Scientific Images Are Not Self-Sufficient Evidence: Against the Image-Centric View of Scientific Visualization

Kristina Malzahn

Leibniz University Hannover, Institute of Philosophy

A widely accepted premise in the philosophy of science is that scientific images possess epistemic value, derived from their capacity to represent reality. On this image-centric view, the evidential value of a visualization derives exclusively from its visual content. An unambiguous depiction of a phenomenon is considered evidence, irrespective of its origin or application in reasoning. I reject this assumption. Scientific images are not evidence in themselves; they become epistemically significant only when integrated into practices of interpretation, methodological transparency, and criticism.
It is particularly pressing to consider artificial intelligence (AI) in scientific imaging, as in astronomy and pathology, where convolutional neural networks generate photorealistic outputs emulating traditional methods.
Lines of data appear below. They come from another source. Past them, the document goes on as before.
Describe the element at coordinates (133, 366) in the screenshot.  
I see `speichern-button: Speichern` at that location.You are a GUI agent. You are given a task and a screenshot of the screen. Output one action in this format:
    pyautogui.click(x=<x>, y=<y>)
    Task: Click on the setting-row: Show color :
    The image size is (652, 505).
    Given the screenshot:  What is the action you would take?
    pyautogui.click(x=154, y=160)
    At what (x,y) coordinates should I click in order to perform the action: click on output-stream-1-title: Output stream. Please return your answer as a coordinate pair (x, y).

Such visual plausibility does not guarantee epistemic warrant: an image may resemble evidence without preserving the causal or model-based relation to its object. The central thesis is that the epistemic force of such images is derivative, not intrinsic. They count as evidence only given a documented production process, assumptions open to scrutiny, and a justified role in scientific argumentation. The shift from indexical to AI-generated images makes this condition unavoidable: when the generative process is opaque, epistemic legitimacy can no longer be read off the image itself.
This implies that scientific seeing is not merely passive acceptance of facts, but a socially organized form of reasoning. Objectivity emerges from criticism, transparency, and shared standards — not from the visual surface of the image.